Though extreme due to the heatwave and the pitches it produced, this summer’s Anderson-Tendulkar Trophy was a case in point. Players were pushed to their very limits, the seamers in particular creaking along the way. Three men – Chris Woakes, Rishabh Pant and Shoaib Bashir – pushed through eye-watering injuries for their respective teams.

skip past newsletter promotion

Chris Woakes pushed through injury to battle in this summer’s Anderson-Tendulkar Trophy. Photograph: Tom Jenkins/The Guardian

No one wants the format to chew through the quicks or force a superstar like Jasprit Bumrah to play only three out of five Tests in a series. The scheduling could be more forgiving. But even with more scope for recovery between fixtures, Test cricket would remain an endurance sport with no hiding place; no scope to rock up and see how you get on.

This unique challenge is why Virat Kohli said his Indian Premier League win this year – his first at the 18th attempt – sat “five levels under” any of his feats in the longest format.
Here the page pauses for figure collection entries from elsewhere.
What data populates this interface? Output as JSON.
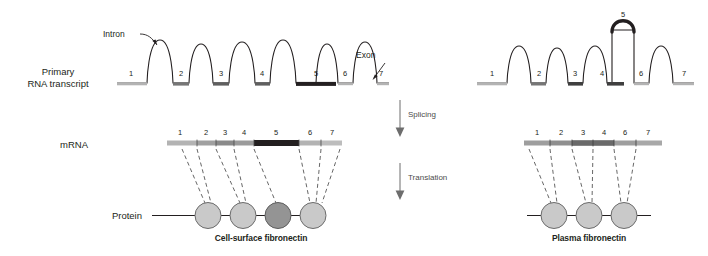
{
  "figure": {
    "title_left": "Cell-surface fibronectin",
    "title_right": "Plasma fibronectin"
  },
  "row_labels": {
    "primary_line1": "Primary",
    "primary_line2": "RNA transcript",
    "mrna": "mRNA",
    "protein": "Protein"
  },
  "annotations": {
    "intron": "Intron",
    "exon": "Exon",
    "splicing": "Splicing",
    "translation": "Translation"
  },
  "left_branch": {
    "primary_transcript_exons": [
      "1",
      "2",
      "3",
      "4",
      "5",
      "6",
      "7"
    ],
    "mrna_exons": [
      "1",
      "2",
      "3",
      "4",
      "5",
      "6",
      "7"
    ],
    "protein_domains": 4,
    "highlighted_exon": "5",
    "caption": "Cell-surface fibronectin"
  },
  "right_branch": {
    "primary_transcript_exons": [
      "1",
      "2",
      "3",
      "4",
      "5",
      "6",
      "7"
    ],
    "spliced_out_exon": "5",
    "mrna_exons": [
      "1",
      "2",
      "3",
      "4",
      "6",
      "7"
    ],
    "protein_domains": 3,
    "caption": "Plasma fibronectin"
  },
  "colors": {
    "exon_light": "#b3b3b3",
    "exon_mid": "#767676",
    "exon_dark": "#231f20",
    "stroke": "#231f20",
    "circle_light": "#c9c9c9",
    "circle_dark": "#949494",
    "arrow_gray": "#6d6d6d",
    "dash_gray": "#555555"
  }
}
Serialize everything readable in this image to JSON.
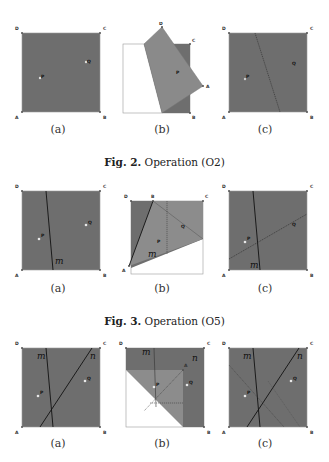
{
  "figures": [
    {
      "caption_prefix": "Fig. 2.",
      "caption_text": " Operation (O2)",
      "panels": [
        {
          "label": "(a)",
          "vertices": [
            "A",
            "B",
            "C",
            "D"
          ],
          "points": [
            "P",
            "Q"
          ]
        },
        {
          "label": "(b)",
          "vertices": [
            "A",
            "B",
            "C",
            "D"
          ],
          "points": [
            "P"
          ]
        },
        {
          "label": "(c)",
          "vertices": [
            "A",
            "B",
            "C",
            "D"
          ],
          "points": [
            "P",
            "Q"
          ]
        }
      ]
    },
    {
      "caption_prefix": "Fig. 3.",
      "caption_text": " Operation (O5)",
      "panels": [
        {
          "label": "(a)",
          "vertices": [
            "A",
            "B",
            "C",
            "D"
          ],
          "points": [
            "P",
            "Q"
          ],
          "lines": [
            "m"
          ]
        },
        {
          "label": "(b)",
          "vertices": [
            "A",
            "B",
            "C",
            "D"
          ],
          "points": [
            "P",
            "Q"
          ],
          "lines": [
            "m"
          ]
        },
        {
          "label": "(c)",
          "vertices": [
            "A",
            "B",
            "C",
            "D"
          ],
          "points": [
            "P",
            "Q"
          ],
          "lines": [
            "m"
          ]
        }
      ]
    },
    {
      "caption_prefix": "",
      "caption_text": "",
      "panels": [
        {
          "label": "(a)",
          "vertices": [
            "A",
            "B",
            "C",
            "D"
          ],
          "points": [
            "P",
            "Q"
          ],
          "lines": [
            "m",
            "n"
          ]
        },
        {
          "label": "(b)",
          "vertices": [
            "A",
            "B",
            "C",
            "D"
          ],
          "points": [
            "P",
            "Q"
          ],
          "lines": [
            "m",
            "n"
          ]
        },
        {
          "label": "(c)",
          "vertices": [
            "A",
            "B",
            "C",
            "D"
          ],
          "points": [
            "P",
            "Q"
          ],
          "lines": [
            "m",
            "n"
          ]
        }
      ]
    }
  ],
  "labels": {
    "A": "A",
    "B": "B",
    "C": "C",
    "D": "D",
    "P": "P",
    "Q": "Q",
    "m": "m",
    "n": "n"
  },
  "colors": {
    "paper": "#6e6e6e",
    "folded": "#8c8c8c",
    "outline": "#9a9a9a",
    "crease": "#1a1a1a",
    "point": "#e8e8e8"
  }
}
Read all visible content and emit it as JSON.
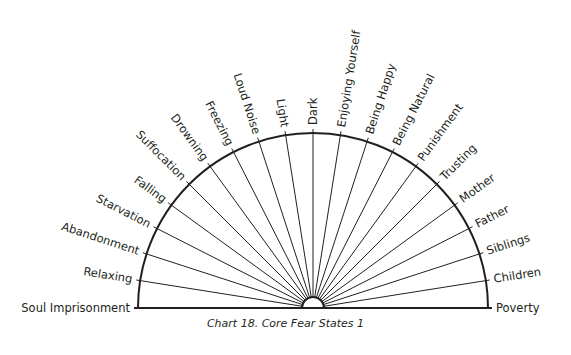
{
  "chart_data": {
    "type": "radial-semicircle-chart",
    "title": "Chart 18. Core Fear States 1",
    "orientation": "labels read left-to-right across a 180° arc, from 180° (left baseline) to 0° (right baseline)",
    "labels": [
      "Soul Imprisonment",
      "Relaxing",
      "Abandonment",
      "Starvation",
      "Falling",
      "Suffocation",
      "Drowning",
      "Freezing",
      "Loud Noise",
      "Light",
      "Dark",
      "Enjoying Yourself",
      "Being Happy",
      "Being Natural",
      "Punishment",
      "Trusting",
      "Mother",
      "Father",
      "Siblings",
      "Children",
      "Poverty"
    ],
    "segment_count": 21,
    "line_color": "#231f20"
  },
  "caption": {
    "text": "Chart 18. Core Fear States 1"
  },
  "geometry": {
    "cx": 313,
    "cy": 308,
    "outer_radius": 175,
    "inner_radius": 11,
    "label_offset": 6
  }
}
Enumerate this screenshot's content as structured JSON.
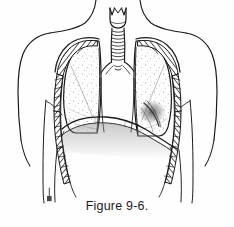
{
  "figure": {
    "caption": "Figure 9-6.",
    "type": "medical-line-illustration",
    "background_color": "#fefefe",
    "ink_color": "#1a1a1a",
    "shading_color": "#808080",
    "stipple_color": "#9a9a9a"
  },
  "anatomy": {
    "parts": [
      {
        "id": "larynx",
        "label": "Larynx / thyroid cartilage",
        "interactable": false
      },
      {
        "id": "trachea",
        "label": "Trachea with cartilage rings",
        "interactable": false
      },
      {
        "id": "carina",
        "label": "Carina / tracheal bifurcation",
        "interactable": false
      },
      {
        "id": "left-main-bronchus",
        "label": "Left main bronchus",
        "interactable": false
      },
      {
        "id": "right-main-bronchus",
        "label": "Right main bronchus",
        "interactable": false
      },
      {
        "id": "right-lung",
        "label": "Right lung (viewer left)",
        "interactable": false
      },
      {
        "id": "left-lung",
        "label": "Left lung (viewer right)",
        "interactable": false
      },
      {
        "id": "rib-cage-left",
        "label": "Rib cage, viewer-left side",
        "interactable": false
      },
      {
        "id": "rib-cage-right",
        "label": "Rib cage, viewer-right side",
        "interactable": false
      },
      {
        "id": "diaphragm",
        "label": "Diaphragm dome",
        "interactable": false
      },
      {
        "id": "mediastinum",
        "label": "Mediastinum",
        "interactable": false
      },
      {
        "id": "neck-outline",
        "label": "Neck contour",
        "interactable": false
      },
      {
        "id": "shoulder-left",
        "label": "Left shoulder and arm contour",
        "interactable": false
      },
      {
        "id": "shoulder-right",
        "label": "Right shoulder and arm contour",
        "interactable": false
      },
      {
        "id": "torso-outline",
        "label": "Torso and flank contour",
        "interactable": false
      },
      {
        "id": "artist-mark",
        "label": "Artist signature mark",
        "interactable": false
      }
    ],
    "rib_count_per_side": 9
  }
}
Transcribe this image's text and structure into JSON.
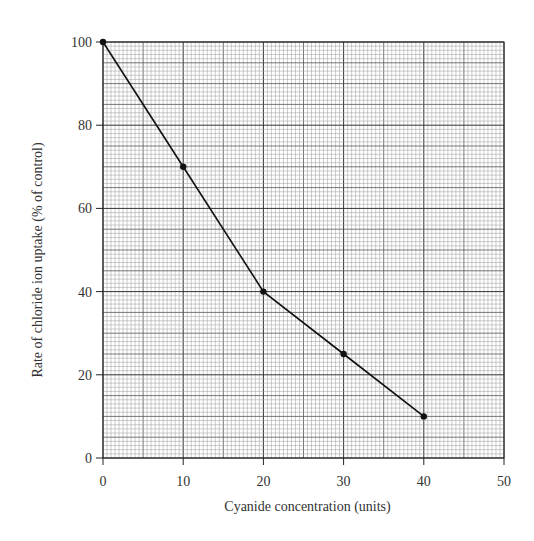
{
  "chart_data": {
    "type": "line",
    "title": "",
    "xlabel": "Cyanide concentration (units)",
    "ylabel": "Rate of chloride ion uptake (% of control)",
    "xlim": [
      0,
      50
    ],
    "ylim": [
      0,
      100
    ],
    "x_ticks": [
      0,
      10,
      20,
      30,
      40,
      50
    ],
    "y_ticks": [
      0,
      20,
      40,
      60,
      80,
      100
    ],
    "x_tick_labels": [
      "0",
      "10",
      "20",
      "30",
      "40",
      "50"
    ],
    "y_tick_labels": [
      "0",
      "20",
      "40",
      "60",
      "80",
      "100"
    ],
    "grid": true,
    "grid_style": "graph paper: minor every 0.5 x-units / 1 y-unit; major every 5 x-units / 10 y-units",
    "legend": null,
    "series": [
      {
        "name": "Chloride ion uptake",
        "x": [
          0,
          10,
          20,
          30,
          40
        ],
        "y": [
          100,
          70,
          40,
          25,
          10
        ],
        "marker": "circle",
        "color": "#111111"
      }
    ]
  },
  "layout": {
    "plot_left": 103,
    "plot_top": 42,
    "plot_right": 504,
    "plot_bottom": 458
  }
}
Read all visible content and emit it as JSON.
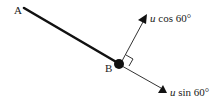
{
  "diagram": {
    "points": {
      "A": {
        "label": "A"
      },
      "B": {
        "label": "B"
      }
    },
    "vectors": [
      {
        "name": "u-cos-60",
        "var": "u",
        "rest": " cos 60°"
      },
      {
        "name": "u-sin-60",
        "var": "u",
        "rest": " sin 60°"
      }
    ],
    "colors": {
      "stroke": "#111111",
      "text": "#222222"
    }
  }
}
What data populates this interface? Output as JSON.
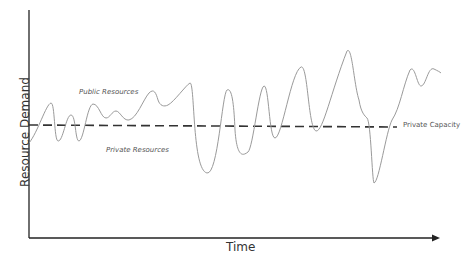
{
  "diagram": {
    "axes": {
      "y_label": "Resource Demand",
      "x_label": "Time"
    },
    "annotations": {
      "public": "Public Resources",
      "private": "Private Resources",
      "capacity": "Private Capacity"
    },
    "colors": {
      "axis": "#222222",
      "curve": "#9a9a9a",
      "capacity_line": "#333333"
    }
  }
}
Overton may end up as the Big Bash League’s MVP but, even if just a squad player, an away Ashes win would see folks asking him about the tour for the rest of his life.

Quick Guide

Sam Curran called up for England T20s against South Africa and Ireland

Show

England have taken decisive action after back-to-back ODI defeats against South Africa, resting the weary Ben Duckett from the forthcoming T20s and recalling Sam Curran for the first time this year.

There have been calls to give Duckett a break ahead of this winter’s Ashes, with the lively left-hander looking unusually subdued in the one-day series against the Proteas.
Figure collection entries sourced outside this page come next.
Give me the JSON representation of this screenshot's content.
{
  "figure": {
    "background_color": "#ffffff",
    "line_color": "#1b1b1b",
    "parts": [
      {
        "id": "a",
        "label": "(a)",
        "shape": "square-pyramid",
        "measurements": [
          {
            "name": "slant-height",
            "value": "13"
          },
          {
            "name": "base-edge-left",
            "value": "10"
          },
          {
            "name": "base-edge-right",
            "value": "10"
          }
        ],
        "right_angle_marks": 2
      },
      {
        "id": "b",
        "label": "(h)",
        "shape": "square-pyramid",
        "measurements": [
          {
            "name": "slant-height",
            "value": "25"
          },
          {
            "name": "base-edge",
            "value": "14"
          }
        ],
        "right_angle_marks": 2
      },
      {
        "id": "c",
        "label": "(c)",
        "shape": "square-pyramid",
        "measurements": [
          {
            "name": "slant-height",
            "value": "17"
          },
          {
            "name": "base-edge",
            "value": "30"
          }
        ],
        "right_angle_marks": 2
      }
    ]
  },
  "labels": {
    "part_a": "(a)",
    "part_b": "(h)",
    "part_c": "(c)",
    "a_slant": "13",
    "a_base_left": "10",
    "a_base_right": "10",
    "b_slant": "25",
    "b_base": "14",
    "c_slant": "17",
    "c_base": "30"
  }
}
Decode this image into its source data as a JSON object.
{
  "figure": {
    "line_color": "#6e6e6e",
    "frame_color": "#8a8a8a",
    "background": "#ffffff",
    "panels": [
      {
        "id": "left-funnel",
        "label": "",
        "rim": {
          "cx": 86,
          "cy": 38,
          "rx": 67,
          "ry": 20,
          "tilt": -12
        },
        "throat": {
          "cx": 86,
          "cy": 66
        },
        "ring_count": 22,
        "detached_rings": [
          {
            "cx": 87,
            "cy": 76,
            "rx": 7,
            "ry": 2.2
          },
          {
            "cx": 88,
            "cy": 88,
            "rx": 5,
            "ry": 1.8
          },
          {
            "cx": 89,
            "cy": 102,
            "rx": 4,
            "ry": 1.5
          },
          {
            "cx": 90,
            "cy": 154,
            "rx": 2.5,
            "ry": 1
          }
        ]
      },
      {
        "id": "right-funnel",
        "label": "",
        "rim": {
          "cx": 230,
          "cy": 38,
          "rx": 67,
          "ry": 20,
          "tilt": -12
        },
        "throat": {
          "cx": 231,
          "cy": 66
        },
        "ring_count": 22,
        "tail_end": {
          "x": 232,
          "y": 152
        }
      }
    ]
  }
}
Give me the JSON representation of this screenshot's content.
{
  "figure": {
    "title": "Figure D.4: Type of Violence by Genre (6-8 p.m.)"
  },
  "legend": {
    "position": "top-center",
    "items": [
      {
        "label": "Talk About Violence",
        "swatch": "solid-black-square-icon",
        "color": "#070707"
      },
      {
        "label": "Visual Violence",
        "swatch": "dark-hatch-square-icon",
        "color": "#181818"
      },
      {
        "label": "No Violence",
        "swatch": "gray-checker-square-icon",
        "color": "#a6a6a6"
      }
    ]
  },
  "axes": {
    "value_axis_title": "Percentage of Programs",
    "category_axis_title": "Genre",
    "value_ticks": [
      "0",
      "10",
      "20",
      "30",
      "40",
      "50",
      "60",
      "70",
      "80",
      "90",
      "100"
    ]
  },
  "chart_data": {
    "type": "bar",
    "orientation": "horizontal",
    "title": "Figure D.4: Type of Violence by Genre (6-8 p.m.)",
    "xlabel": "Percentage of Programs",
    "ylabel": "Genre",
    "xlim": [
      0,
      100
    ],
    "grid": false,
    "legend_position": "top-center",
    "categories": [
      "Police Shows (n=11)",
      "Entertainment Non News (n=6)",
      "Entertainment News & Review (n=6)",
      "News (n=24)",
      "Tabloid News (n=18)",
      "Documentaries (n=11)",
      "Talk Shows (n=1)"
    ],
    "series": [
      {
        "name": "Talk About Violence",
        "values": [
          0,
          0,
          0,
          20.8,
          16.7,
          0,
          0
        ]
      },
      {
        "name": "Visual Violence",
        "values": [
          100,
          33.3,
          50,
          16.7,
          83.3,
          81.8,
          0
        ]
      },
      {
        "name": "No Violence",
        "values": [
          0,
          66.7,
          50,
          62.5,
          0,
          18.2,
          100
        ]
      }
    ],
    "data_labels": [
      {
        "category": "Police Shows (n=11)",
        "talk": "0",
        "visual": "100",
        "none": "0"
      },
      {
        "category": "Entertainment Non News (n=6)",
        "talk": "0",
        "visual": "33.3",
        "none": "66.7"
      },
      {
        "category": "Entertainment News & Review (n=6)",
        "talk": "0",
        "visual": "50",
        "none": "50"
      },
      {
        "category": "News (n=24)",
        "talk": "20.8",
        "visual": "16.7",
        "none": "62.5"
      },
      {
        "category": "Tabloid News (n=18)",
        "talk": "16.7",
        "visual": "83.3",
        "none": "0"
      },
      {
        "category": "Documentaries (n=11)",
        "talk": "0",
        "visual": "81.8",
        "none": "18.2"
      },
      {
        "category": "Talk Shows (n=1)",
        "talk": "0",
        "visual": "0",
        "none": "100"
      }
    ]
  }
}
The 30-year-old was off colour during his stint with Birmingham Phoenix in August and was unable to find rhythm as South Africa wrapped up wins at Headingley and Lord’s. He will now sit out the three 20-over games against the Proteas next week.

Harry Brook, England’s white-ball captain, had rejected the idea that Duckett should be rested in the immediate aftermath of the narrow defeat at Lord’s, but there has since been a rethink behind the scenes.
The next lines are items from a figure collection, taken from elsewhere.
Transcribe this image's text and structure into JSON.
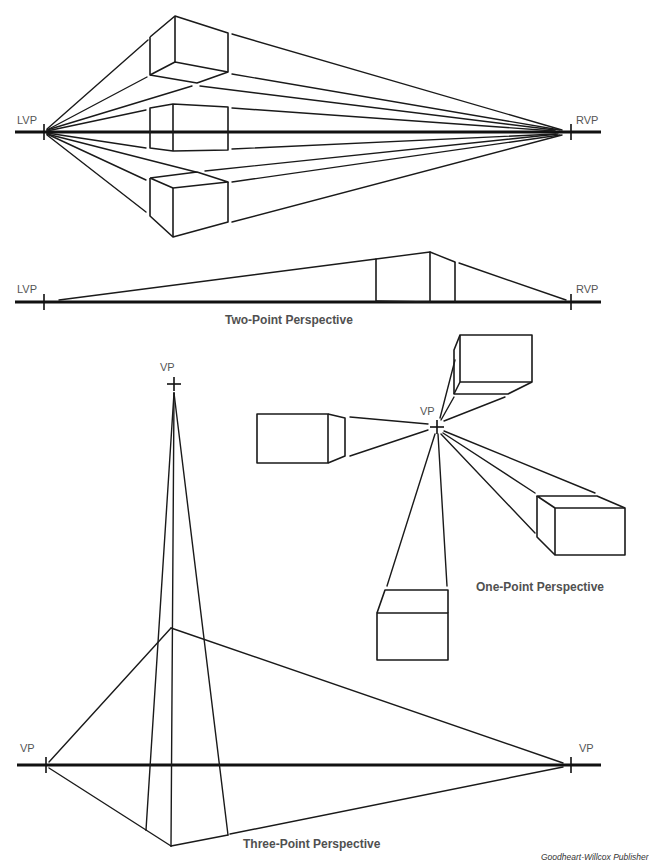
{
  "two_point": {
    "top_diagram": {
      "left_vp_label": "LVP",
      "right_vp_label": "RVP",
      "boxes": [
        "above-horizon box",
        "on-horizon box",
        "below-horizon box"
      ]
    },
    "bottom_diagram": {
      "left_vp_label": "LVP",
      "right_vp_label": "RVP"
    },
    "caption": "Two-Point Perspective"
  },
  "one_point": {
    "vp_label": "VP",
    "boxes": [
      "top box",
      "left box",
      "right box",
      "bottom box"
    ],
    "caption": "One-Point Perspective"
  },
  "three_point": {
    "top_vp_label": "VP",
    "left_vp_label": "VP",
    "right_vp_label": "VP",
    "caption": "Three-Point Perspective"
  },
  "credit": "Goodheart-Willcox Publisher",
  "colors": {
    "line": "#1a1a1a",
    "label": "#555555",
    "caption": "#505050",
    "background": "#ffffff"
  }
}
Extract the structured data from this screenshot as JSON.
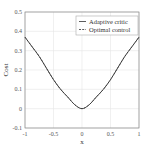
{
  "chart_data": {
    "type": "line",
    "title": "",
    "xlabel": "x",
    "ylabel": "Cost",
    "xlim": [
      -1,
      1
    ],
    "ylim": [
      -0.1,
      0.5
    ],
    "grid": true,
    "legend_position": "upper right",
    "x_ticks": [
      "-1",
      "-0.5",
      "0",
      "0.5",
      "1"
    ],
    "y_ticks": [
      "-0.1",
      "0",
      "0.1",
      "0.2",
      "0.3",
      "0.4",
      "0.5"
    ],
    "x": [
      -1.0,
      -0.875,
      -0.75,
      -0.625,
      -0.5,
      -0.375,
      -0.25,
      -0.125,
      0.0,
      0.125,
      0.25,
      0.375,
      0.5,
      0.625,
      0.75,
      0.875,
      1.0
    ],
    "series": [
      {
        "name": "Adaptive critic",
        "style": "solid",
        "color": "#333333",
        "values": [
          0.37,
          0.32,
          0.27,
          0.21,
          0.15,
          0.1,
          0.06,
          0.02,
          0.0,
          0.02,
          0.06,
          0.1,
          0.15,
          0.21,
          0.27,
          0.32,
          0.37
        ]
      },
      {
        "name": "Optimal control",
        "style": "dashed",
        "color": "#333333",
        "values": [
          0.37,
          0.32,
          0.27,
          0.21,
          0.15,
          0.1,
          0.06,
          0.02,
          0.0,
          0.02,
          0.06,
          0.1,
          0.15,
          0.21,
          0.27,
          0.32,
          0.37
        ]
      }
    ]
  },
  "legend": {
    "items": [
      {
        "label": "Adaptive critic"
      },
      {
        "label": "Optimal control"
      }
    ]
  },
  "axes": {
    "xlabel": "x",
    "ylabel": "Cost"
  }
}
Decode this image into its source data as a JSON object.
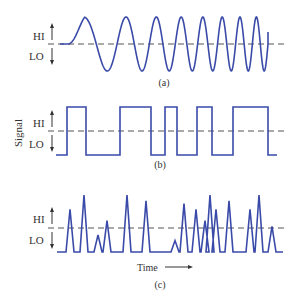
{
  "figure": {
    "y_axis_label": "Signal",
    "x_axis_label": "Time",
    "colors": {
      "signal": "#3a4aa8",
      "reference": "#555555",
      "text": "#333333"
    },
    "panels": [
      {
        "id": "a",
        "caption": "(a)",
        "hi_label": "HI",
        "lo_label": "LO",
        "signal_type": "analog sine wave of increasing frequency (chirp)",
        "cycles_shown": 8
      },
      {
        "id": "b",
        "caption": "(b)",
        "hi_label": "HI",
        "lo_label": "LO",
        "signal_type": "digital square wave",
        "levels": [
          "LO",
          "HI",
          "LO",
          "HI",
          "LO",
          "HI",
          "LO",
          "HI",
          "LO",
          "HI",
          "LO"
        ],
        "durations": [
          11,
          19,
          34,
          31,
          14,
          12,
          20,
          15,
          21,
          35,
          9
        ]
      },
      {
        "id": "c",
        "caption": "(c)",
        "hi_label": "HI",
        "lo_label": "LO",
        "signal_type": "pulse spikes",
        "spike_heights": [
          0.75,
          1.0,
          0.3,
          0.55,
          1.0,
          0.9,
          0.2,
          0.85,
          0.75,
          0.55,
          1.0,
          0.75,
          0.9,
          0.75,
          1.0,
          0.45
        ]
      }
    ]
  }
}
That includes an olive branch for the previously out-of-favour Curran. The Surrey all-rounder has not played for his country this year, an exile that coincided with head coach Brendon McCullum taking over the reins of the white-ball team, but has put together a strong season on the domestic circuit. Curran has been added to the T20 squad to face South Africa and will also join the three-match trip to Ireland this month. 

Meanwhile, pace bowler Matthew Potts will not be making the trip to Malahide and will be made available for Durham’s County Championship conclusion instead. PA Media

Thank you for your feedback.

Kohli was speaking from a privileged position, of course – a galactico for whom financial security has long since been secured. India’s men are also barred from overseas T20 leagues and international cricket pauses for the IPL, reducing the urge to specialise – save for those with specific skills.

Elsewhere, the horse has bolted as regards the money the two different paths offer and Test cricket is clearly not without structural issues. Talk of creating a two-tier championship is particularly depressing, not least given what that this would mean for some of England’s historic rivalries.

But that it remains so damn hard – an unforgiving arena where cricketers discover how they truly stack up – is at least cause for optimism. Overton found it beyond him but others will continue to step forward.